Pensioners face tough choice
2003-03-17 09:57
Dumisani Zondi
Pietermaritzburg - Pensioners employed as domestic workers have a difficult choice to make as they will lose their monthly grants when they register by April 1 for the compulsory Unemployment Insurance Fund (UIF) benefits.
If they do not want to lose their social-grant pensions, they have to quit their jobs so they won't be registered for UIF.
The choice is even more difficult for those old-age pensioners and disabled people who have to work as domestic workers to supplement their pensions of R640, soon to be R700.
With the impact of HIV/Aids, elderly and disabled people find themselves having to do odd jobs to support sick relatives or orphans left behind.
David Khumalo, the labour department's legal and board service manager, said UIF benefits were meant for retrenched and dismissed people or those on maternity leave only, as a short-term relief.
People who got state pensions did not qualify to get the benefits because they were deemed to have an income.
Organisations seeing to the needs of orphaned children like Children In Distress Network (Cindi) and Thandanani Children's Foundation expressed their concerns, saying a R700 grant may be enough for one person, but not for people who provided for unemployed children and grandchildren.
Employers could break law, too
Khumalo said: "If you can no longer work, you receive a state pension.
"If you work 24 hours or more a month you must contribute to the fund. If you have been retrenched, then you can claim for at least eight months. But if you are still employed, you don't qualify to get it."
He said employers who did not register their domestic workers with the fund would be found guilty of breaking the law.
Emphasising there was no exception to the rule, Khumalo said his department is confronted with a new dilemma: pensioners who worked to supplement their income.
He said UIF contributions made while people were active in the job market helped to support their families while they were looking for jobs.
"That's why we ask people if they are still prepared to look for new employment, when they come to our offices to make claims.
"If they say yes, they get the benefits.

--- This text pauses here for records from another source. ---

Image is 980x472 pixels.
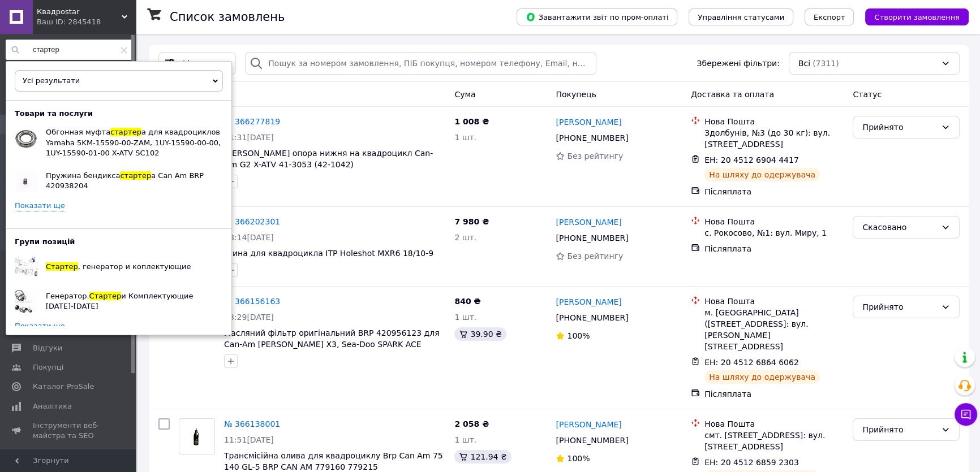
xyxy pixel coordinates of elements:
[89,292,122,301] span: Стартер
[454,133,477,142] span: 1 шт.
[224,435,274,444] span: 11:51[DATE]
[224,313,274,322] span: 13:29[DATE]
[7,109,101,118] div: Товари та послуги
[37,7,122,17] span: Квадроstar
[170,10,284,24] h1: Список замовлень
[517,8,678,25] button: Завантажити звіт по пром-оплаті
[705,418,844,430] div: Нова Пошта
[854,12,969,21] a: Створити замовлення
[696,58,779,69] span: Збережені фільтри:
[110,127,141,136] span: стартер
[705,116,844,127] div: Нова Пошта
[567,252,623,260] span: Без рейтингу
[567,152,623,161] span: Без рейтингу
[526,12,669,22] span: Завантажити звіт по пром-оплаті
[691,90,774,99] span: Доставка та оплата
[120,171,151,180] span: стартер
[6,39,133,60] input: Пошук
[698,13,784,21] span: Управління статусами
[454,450,511,464] div: 121.94 ₴
[567,332,589,341] span: 100%
[813,13,845,21] span: Експорт
[553,309,630,326] div: [PHONE_NUMBER]
[224,328,440,360] a: Масляний фільтр оригінальний BRP 420956123 для Can-Am [PERSON_NAME] X3, Sea-Doo SPARK ACE [PHONE_...
[454,90,476,99] span: Cума
[224,233,274,242] span: 18:14[DATE]
[224,217,280,226] a: № 366202301
[567,454,589,463] span: 100%
[23,76,80,85] span: Усі результати
[224,420,280,429] a: № 366138001
[46,262,78,271] span: Стартер
[454,420,489,429] span: 2 058 ₴
[556,216,621,228] a: [PERSON_NAME]
[33,421,105,441] span: Інструменти веб-майстра та SEO
[46,127,221,157] span: а для квадроциклов Yamaha 5KM-15590-00-ZAM, 1UY-15590-00-00, 1UY-15590-01-00 X-ATV SC102
[454,217,489,226] span: 7 980 ₴
[7,237,83,247] div: Групи позицій
[556,419,621,430] a: [PERSON_NAME]
[224,133,274,142] span: 11:31[DATE]
[955,403,978,425] button: Чат з покупцем
[46,292,89,301] span: Генератор.
[454,233,477,242] span: 2 шт.
[804,8,854,25] button: Експорт
[224,117,280,126] a: № 366277819
[556,117,621,127] a: [PERSON_NAME]
[688,8,794,25] button: Управління статусами
[78,262,191,271] span: , генератор и коплектующие
[705,243,844,255] div: Післяплата
[705,155,799,164] span: ЕН: 20 4512 6904 4417
[224,296,280,306] a: № 366156163
[556,90,596,99] span: Покупець
[705,307,844,352] div: м. [GEOGRAPHIC_DATA] ([STREET_ADDRESS]: вул. [PERSON_NAME][STREET_ADDRESS]
[553,433,630,448] div: [PHONE_NUMBER]
[862,301,937,314] div: Прийнято
[705,296,844,307] div: Нова Пошта
[705,227,844,238] div: с. Рокосово, №1: вул. Миру, 1
[37,17,136,27] div: Ваш ID: 2845418
[224,249,433,258] a: Шина для квадроцикла ITP Holeshot MXR6 18/10-9
[553,230,630,246] div: [PHONE_NUMBER]
[862,221,937,234] div: Скасовано
[705,168,820,181] div: На шляху до одержувача
[852,90,882,99] span: Статус
[454,296,481,306] span: 840 ₴
[15,201,65,212] a: Показати ще
[46,171,120,180] span: Пружина бендикса
[454,117,489,126] span: 1 008 ₴
[862,424,937,436] div: Прийнято
[799,58,810,69] span: Всі
[46,127,110,136] span: Обгонная муфта
[705,389,844,399] div: Післяплата
[862,121,937,133] div: Прийнято
[33,343,62,354] span: Відгуки
[705,430,844,452] div: смт. [STREET_ADDRESS]: вул. [STREET_ADDRESS]
[705,216,844,227] div: Нова Пошта
[245,52,596,74] input: Пошук за номером замовлення, ПІБ покупця, номером телефону, Email, номером накладної
[705,186,844,198] div: Післяплата
[454,313,477,322] span: 1 шт.
[179,418,215,455] a: Фото товару
[875,13,960,21] span: Створити замовлення
[556,296,621,308] a: [PERSON_NAME]
[705,127,844,149] div: Здолбунів, №3 (до 30 кг): вул. [STREET_ADDRESS]
[33,402,72,412] span: Аналітика
[181,58,214,69] span: Фільтри
[705,370,820,384] div: На шляху до одержувача
[812,59,839,68] span: (7311)
[553,130,630,146] div: [PHONE_NUMBER]
[865,8,969,25] button: Створити замовлення
[224,149,433,169] a: [PERSON_NAME] опора нижня на квадроцикл Can-Am G2 X-ATV 41-3053 (42-1042)
[33,381,94,392] span: Каталог ProSale
[33,363,64,372] span: Покупці
[224,451,443,471] a: Трансмісійна олива для квадроциклу Brp Can Am 75 140 GL-5 BRP CAN AM 779160 779215
[15,321,65,332] a: Показати ще
[46,292,193,310] span: и Комплектующие [DATE]-[DATE]
[454,435,477,444] span: 1 шт.
[179,423,214,451] img: Фото товару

But, if they say no, we don't give them," he explained.
Employers who spoke on condition of anonymity said the department of labour would deprive many of their workers of a chance to have added income by getting a state pension when they reach pensionable age.
Not likely to fall pregnant
"My domestic worker has turned 60. She has worked many years for my family and myself.
"I'm not about to fire her and, at 60, she is not likely to fall pregnant. So, UIF contributions are not going to benefit her," said an employer.
Another employer said her domestic worker certainly did not want to retire, but wanted to continue working and get the old-age pension at the same time.
She said her employee needed extra money because she supported five orphaned grandchildren and her daughter who was unemployed.
"I know a lot of people who have been drawing old-age pension while employed. But, suddenly, those who have just qualified can't supplement their income," she said.
Cindi director Yvonne Spain said the situation called for a concerted advocacy and lobbying campaign involving organisations like theb Black Sash and Alliance for Children's Entitlement to Social Security (Acess).
"Pension is a dividing line between life and death. It might be enough for one person, but not for a person providing a lifeline to many unemployed people in the family.
Will contribute to poverty levels
"People will go beyond the law to supplement their pensions and the issue needs to be looked at by wise heads, including the department of social welfare and the Black Sash," she said.
She suggested that the holding of parliamentary public hearings would give a clear picture of the situation in which most destitute families found themselves.
Thandanani Children's Foundation executive director Linda Aadnesgaard said 80% of households served by her organisation used pensions for survival.
"If any income of the caregivers is threatened, that will have an impact on children and it will contribute to poverty levels.
"The needs that will be affected are food, school fees, school uniform and books," she said.
Domestic employers, who fail to heed the call to start contributing towards the fund by April 1, will be fined 10% of the money owed as a penalty.